‘Lo and Behold: Reveries of the Connected World’ Review: Werner Herzog Skims the Internet

This documentary exploration of the online world has no grand vision, just a lot of little ones nestled side by side

Werner Herzog once referred to himself as a soldier of cinema, but in recent years he’s been more like a soldier of fortune. He’s never been busier, premiering three new features this year alone, but more of his personality comes through in the interviews he does to promote them than in the films themselves.

Given that Herzog doesn’t own a smartphone and has always favored the natural over the mechanical, you might expect he’d approach a documentary about the Internet with extreme skepticism, like the world’s smartest cranky grandpa. But “Lo and Behold: Reveries of the Connected World,” which was financed by the cybersecurity firm NetScout, is more starry-eyed than cynical, a Herzogian gloss on a corporate promotional video.

“Lo and Behold” takes its title from the first word ever sent over the Internet, a cry of astonishment produced by accident: scientists at UCLA intended to tell their colleagues they were online, but the system crashed two letters into the word “log.” Herzog’s sense of wonder is less inadvertent. He opens the movie with the ecstatic build of the prelude to Wagner’s “Das Rheingold,” just as Terrence Malick did “The New World,” and as Leonard Kleinrock shows off the first node of what would become the internet, a massive, sturdy metal cabinet that looks like it could sustain several blows from a sledgehammer, there’s a similar sense of boundless possibility being opened up.

Lo-and-Behold_HerzogAs in “The New World,” that endless possibility soon crashes into the ugly reality of human nature. “Lo and Behold’s” second segment, “The Glory of the Net,” is followed by “The Dark Side.” The latter consists of an interview with the parents of Nikki Catsouras, who endured almost unspeakable torments after photos of their dead, nearly decapitated daughter were leaked onto the internet. Make that literally unspeakable as far as Herzog is concerned, who treats the most inhumane of those attacks as he did the tape of Timothy Treadwell’s death in “Grizzly Man,” carving out a space for them in the film that he then pointedly refuses to fill.

Given that Catsouras’ father describes receiving an email with a photo of his daughter’s corpse and the words “Woohoo Daddy! Hey daddy, I’m still alive,” the mind reels, as its meant to, with the possibilities of what could have been worse. When her mother, a devout Christian describes the Internet as “the spirit of evil — the antichrist,” it’s unsettling, but you can’t exactly blame her.

Many of Herzog’s recent documentaries have been produced under the aegis of TV channels, and “Lo and Behold” often feels like a miniseries compressed into feature form. Its segments broaden an understanding of the internet’s impact, but they don’t meaningfully interact with each other. Do we sign onto an astronomer’s apocalyptic vision of what the world might look like if a giant solar flare wiped out the online world? Or the apparently bucolic existence of people who have taken up residence in the transmission-free area around a radio telescope in Green Bank, West Virginia, effectively living as if the internet never existed? There’s no grand vision to the film, just a lot of smaller ones nestled side by side.

Herzog’s greatest theme has always been the nature of obsession, which ought to make the internet an ideal subject for him: There has never been a tool that allowed human beings to disappear down a rabbit hole with greater ease. But “Lo and Behold” never sticks with a single subject long enough for that obsession to develop a personal dimension, leaving countless intriguing threads unpursued. (What, for example, is internet pioneer Ted Nelson’s beef with the current definitions of “cut” and “paste”?)

If it had half the segments, and they were twice as long, the movie might be able to get beneath the surface and find the monomaniacal characters Herzog is often so great at exploring. As it is, watching “Lo and Behold” is like reading the internet over someone else’s shoulder, watching them click away every time an article starts to get interesting.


> _EXERCISE DIRECTIONS_
Restate the entries below verbatim.

Dataset records:
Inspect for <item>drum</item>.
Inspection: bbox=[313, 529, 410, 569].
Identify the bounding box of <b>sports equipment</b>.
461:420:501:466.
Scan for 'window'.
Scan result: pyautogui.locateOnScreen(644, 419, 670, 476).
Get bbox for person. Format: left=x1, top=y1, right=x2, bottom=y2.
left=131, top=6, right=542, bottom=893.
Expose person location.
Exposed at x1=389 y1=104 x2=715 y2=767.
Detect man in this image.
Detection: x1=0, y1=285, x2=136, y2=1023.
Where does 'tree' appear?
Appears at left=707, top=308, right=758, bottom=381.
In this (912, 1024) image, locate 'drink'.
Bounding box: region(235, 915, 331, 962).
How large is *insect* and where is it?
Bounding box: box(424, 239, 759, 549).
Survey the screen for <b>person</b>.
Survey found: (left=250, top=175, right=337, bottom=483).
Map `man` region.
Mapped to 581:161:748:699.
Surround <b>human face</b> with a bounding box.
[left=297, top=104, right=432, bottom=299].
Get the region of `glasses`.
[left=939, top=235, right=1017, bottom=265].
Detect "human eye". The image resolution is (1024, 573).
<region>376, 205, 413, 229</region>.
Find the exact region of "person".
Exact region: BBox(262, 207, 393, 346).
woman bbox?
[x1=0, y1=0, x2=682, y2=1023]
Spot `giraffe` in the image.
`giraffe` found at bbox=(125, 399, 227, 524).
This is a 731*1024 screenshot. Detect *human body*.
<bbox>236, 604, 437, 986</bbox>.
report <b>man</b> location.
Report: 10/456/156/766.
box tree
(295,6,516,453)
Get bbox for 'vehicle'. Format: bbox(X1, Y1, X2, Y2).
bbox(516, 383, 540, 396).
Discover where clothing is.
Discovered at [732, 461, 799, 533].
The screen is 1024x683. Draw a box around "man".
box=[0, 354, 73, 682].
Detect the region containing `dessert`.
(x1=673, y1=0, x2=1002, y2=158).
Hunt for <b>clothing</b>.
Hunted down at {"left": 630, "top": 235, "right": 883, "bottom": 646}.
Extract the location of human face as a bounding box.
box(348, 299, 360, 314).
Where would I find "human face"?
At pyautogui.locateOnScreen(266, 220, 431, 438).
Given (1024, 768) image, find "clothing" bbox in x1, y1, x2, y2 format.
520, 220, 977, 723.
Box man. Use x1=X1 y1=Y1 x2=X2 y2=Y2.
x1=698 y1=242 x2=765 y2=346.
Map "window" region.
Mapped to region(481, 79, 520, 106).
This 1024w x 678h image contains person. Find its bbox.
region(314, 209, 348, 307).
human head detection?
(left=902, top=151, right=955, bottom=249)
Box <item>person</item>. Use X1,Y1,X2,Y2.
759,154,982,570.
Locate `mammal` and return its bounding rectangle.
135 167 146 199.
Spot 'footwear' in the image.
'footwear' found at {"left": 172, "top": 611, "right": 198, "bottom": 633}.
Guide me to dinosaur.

> _RESPONSE TO THIS TASK_
Inspect for <item>drum</item>.
Inspection: bbox=[313, 529, 410, 569].
Identify the bounding box of <b>sports equipment</b>.
461:420:501:466.
Scan for 'window'.
Scan result: pyautogui.locateOnScreen(644, 419, 670, 476).
Get bbox for person. Format: left=x1, top=y1, right=x2, bottom=y2.
left=131, top=6, right=542, bottom=893.
Expose person location.
Exposed at x1=389 y1=104 x2=715 y2=767.
Detect man in this image.
Detection: x1=0, y1=285, x2=136, y2=1023.
Where does 'tree' appear?
Appears at left=707, top=308, right=758, bottom=381.
In this (912, 1024) image, locate 'drink'.
Bounding box: region(235, 915, 331, 962).
How large is *insect* and where is it?
Bounding box: box(424, 239, 759, 549).
Survey the screen for <b>person</b>.
Survey found: (left=250, top=175, right=337, bottom=483).
Map `man` region.
Mapped to 581:161:748:699.
Surround <b>human face</b> with a bounding box.
[left=297, top=104, right=432, bottom=299].
Get the region of `glasses`.
[left=939, top=235, right=1017, bottom=265].
Detect "human eye". The image resolution is (1024, 573).
<region>376, 205, 413, 229</region>.
Find the exact region of "person".
Exact region: BBox(262, 207, 393, 346).
woman bbox?
[x1=0, y1=0, x2=682, y2=1023]
Spot `giraffe` in the image.
`giraffe` found at bbox=(125, 399, 227, 524).
This is a 731*1024 screenshot. Detect *human body*.
<bbox>236, 604, 437, 986</bbox>.
report <b>man</b> location.
Report: 10/456/156/766.
box tree
(295,6,516,453)
Get bbox for 'vehicle'. Format: bbox(X1, Y1, X2, Y2).
bbox(516, 383, 540, 396).
Discover where clothing is.
Discovered at [732, 461, 799, 533].
The screen is 1024x683. Draw a box around "man".
box=[0, 354, 73, 682].
Detect the region containing `dessert`.
(x1=673, y1=0, x2=1002, y2=158).
Hunt for <b>clothing</b>.
Hunted down at {"left": 630, "top": 235, "right": 883, "bottom": 646}.
Extract the location of human face as a bounding box.
box(348, 299, 360, 314).
Where would I find "human face"?
At pyautogui.locateOnScreen(266, 220, 431, 438).
Given (1024, 768) image, find "clothing" bbox in x1, y1, x2, y2 format.
520, 220, 977, 723.
Box man. Use x1=X1 y1=Y1 x2=X2 y2=Y2.
x1=698 y1=242 x2=765 y2=346.
Map "window" region.
Mapped to region(481, 79, 520, 106).
This 1024w x 678h image contains person. Find its bbox.
region(314, 209, 348, 307).
human head detection?
(left=902, top=151, right=955, bottom=249)
Box <item>person</item>. Use X1,Y1,X2,Y2.
759,154,982,570.
Locate `mammal` and return its bounding rectangle.
135 167 146 199.
Spot 'footwear' in the image.
'footwear' found at {"left": 172, "top": 611, "right": 198, "bottom": 633}.
Guide me to dinosaur.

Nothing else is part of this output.